An unwarranted ban

August 07, 2013 12:24 am | Updated November 16, 2021 10:26 pm IST

The Bangladesh High Court’s recent decision to annul the registration of the Jamaat-e-Islami does little to enhance the country’s democratic credentials. Whatever the Jamaat’s faults — and there are many, ranging from the still unresolved question of its complicity in the massacre of civilians during the 1971 war, to present-day acts of thuggery and street violence — banning it will not rid the country of its divisive ideology. The >Jamaat’s registration has been cancelled on account of its failure to acknowledge, in its charter, the supremacy of Bangladesh’s Constitution and parliament. The Election Commission and the Jamaat had been engaged in a back-and-forth since 2008, when the registration of political parties was made compulsory; while the latter had made substantial changes to its original charter, the EC felt it needed to do more to conform to the country’s statutory requirements. The >HC’s drastic ruling now bars the Islamist entity from contesting the next general elections, thus depriving the opposition Bangladesh Nationalist Party of a crucial electoral ally. On Monday, the Supreme Court’s appellate division — consisting entirely of judges appointed by the ruling Awami League (AL) — refused to stay this verdict, indicating clearly what its fate would be in appeal.
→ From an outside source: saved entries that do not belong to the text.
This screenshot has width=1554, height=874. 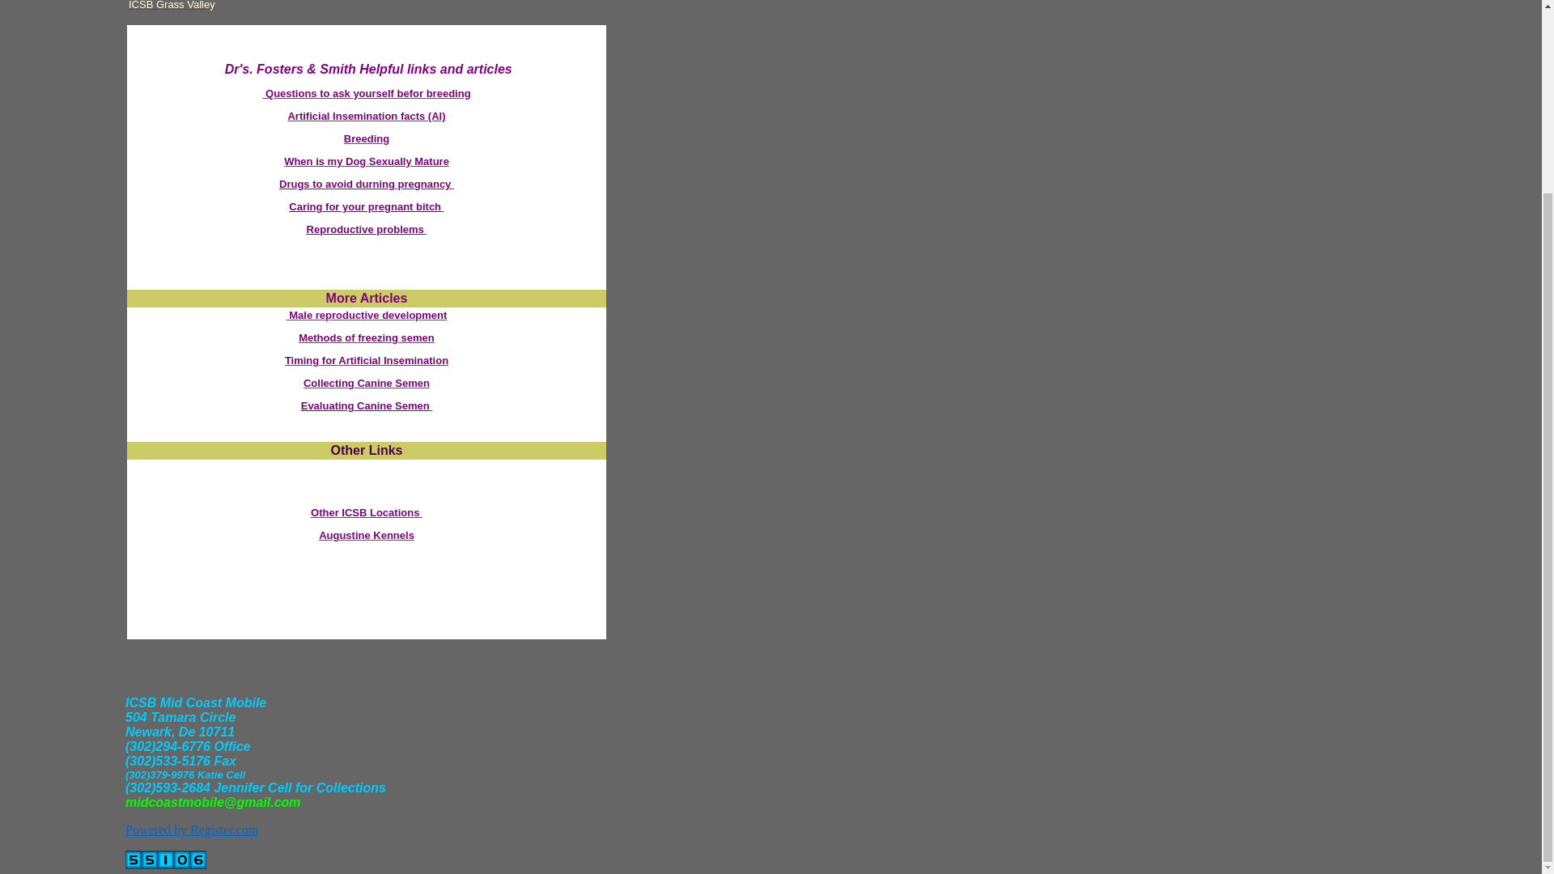 What do you see at coordinates (367, 405) in the screenshot?
I see `Evaluating Canine Semen ` at bounding box center [367, 405].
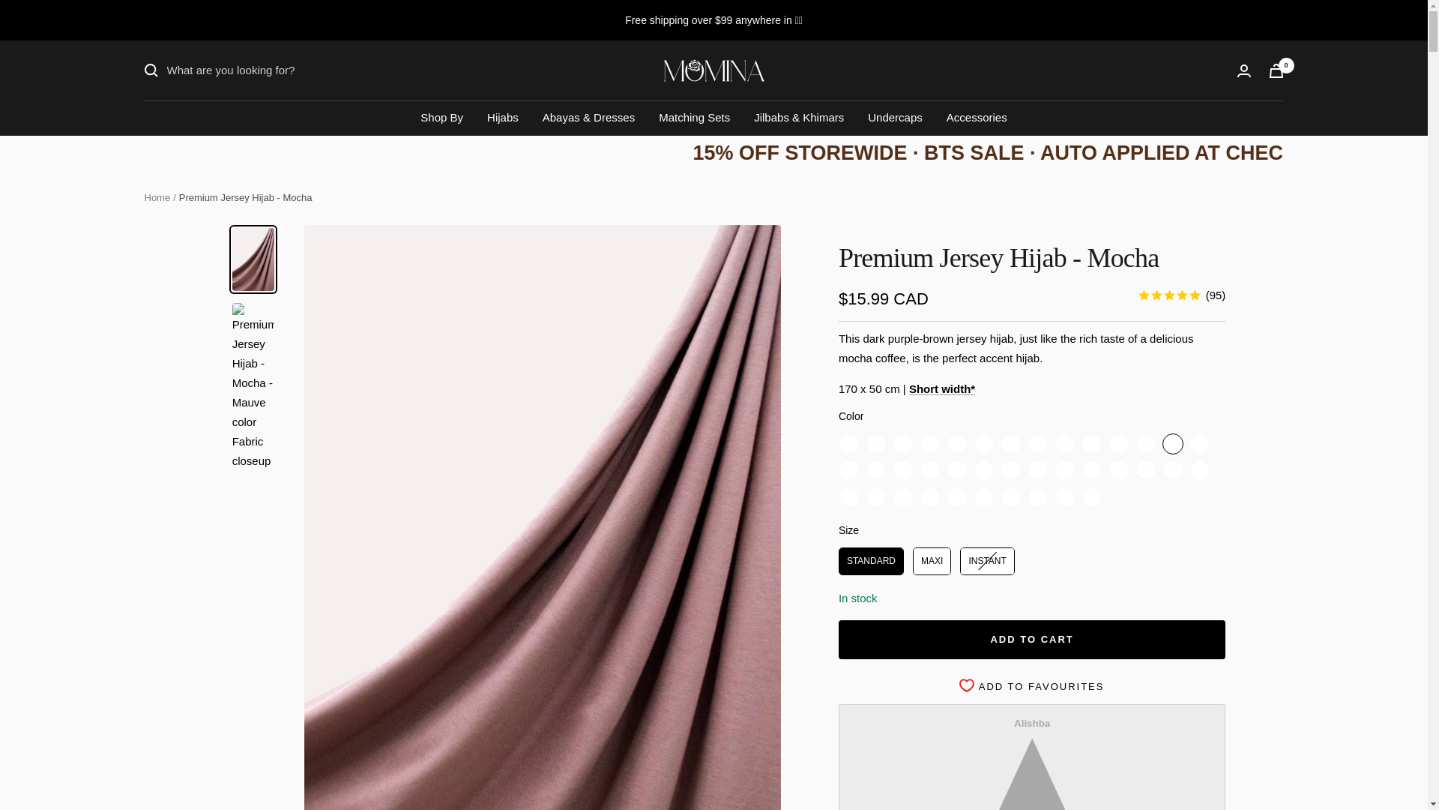  Describe the element at coordinates (1276, 70) in the screenshot. I see `0` at that location.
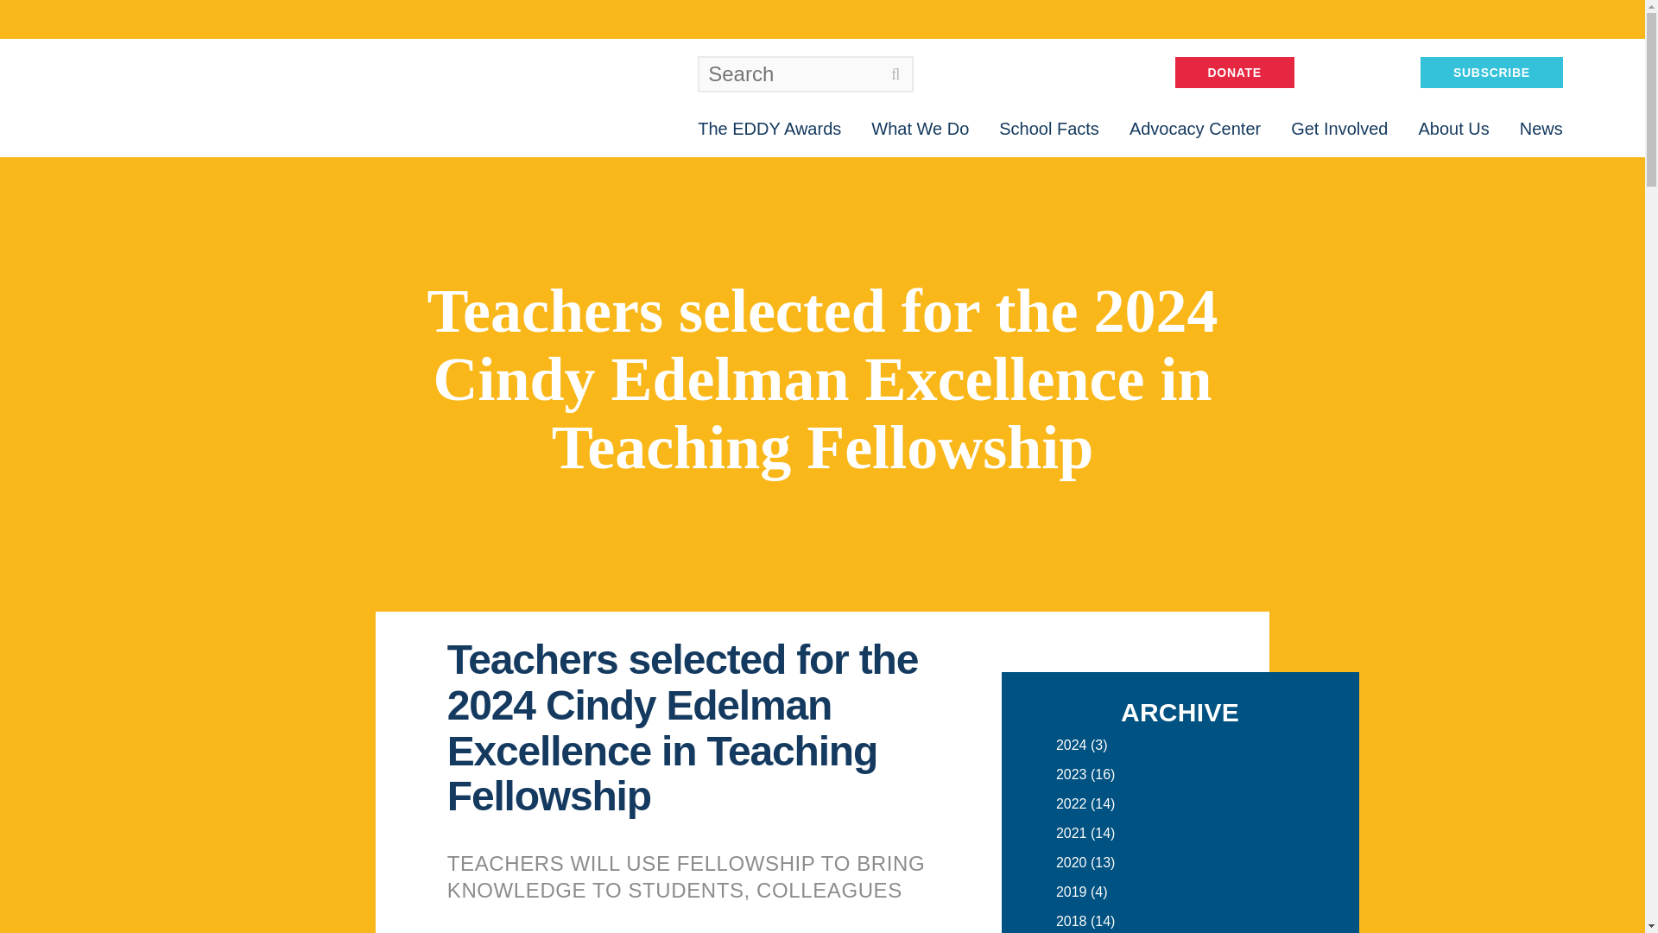  I want to click on Get Involved, so click(1339, 128).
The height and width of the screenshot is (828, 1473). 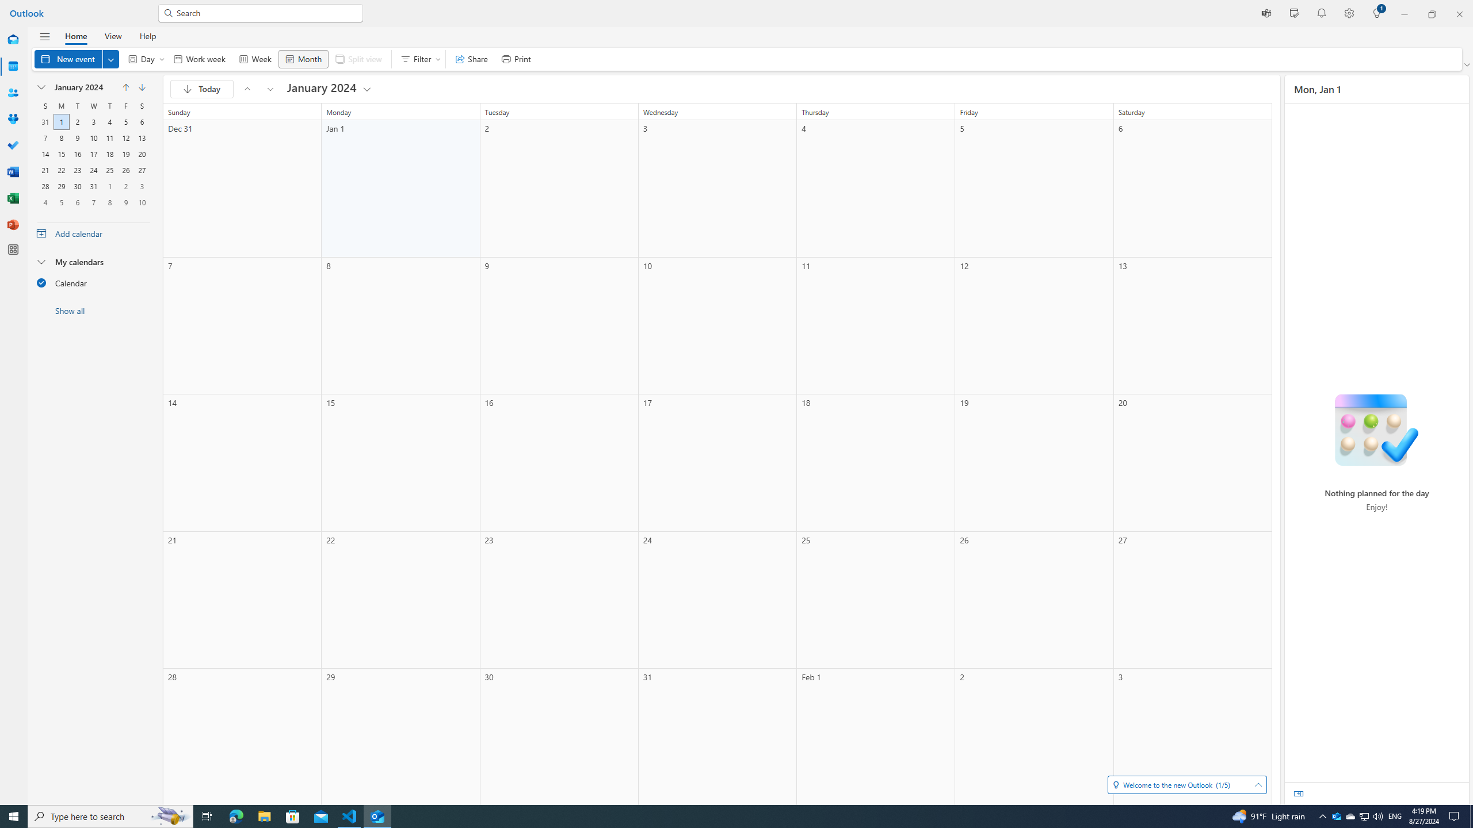 What do you see at coordinates (61, 122) in the screenshot?
I see `1, January, 2024` at bounding box center [61, 122].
Banning the Jamaat may find support in some sections of Bangladesh’s civil society, but the action reeks of political persecution, coming as it does on the eve of elections. If the Jamaat’s attempts at stoking communalism for electoral gain are detestable, the guardians of Bangladesh’s secular character must ask themselves why it has been successful in this pursuit. In June, the BNP-Jamaat alliance trumped the AL comprehensively in elections to four major city corporations. Thanks to its lacklustre performance in office, Sheikh Hasina’s government has grown increasingly unpopular; banning the Jamaat will not resuscitate its poll prospects. In fact, doing so will not only deepen the theological-secular divide in Bangladesh, but also ensure the scars of 1971 remain open. Repressing the Jamaat’s political aspirations may even drive it underground — as with the Muslim Brotherhood in Egypt during President Hosni Mubarak's regime — offering it a freer hand to engage in violence. The Jamaat’s chequered history no doubt colours its political future. But Bangladesh has already set in motion an investigative process to hold those accountable for atrocities of the past. The Jamaat’s future is a political question, not a legal one. The decision to reject its communal mandate, and thereby put politics above religion, must come from the Bangladeshi people. Neither the government nor the judiciary can force its will on the electorate.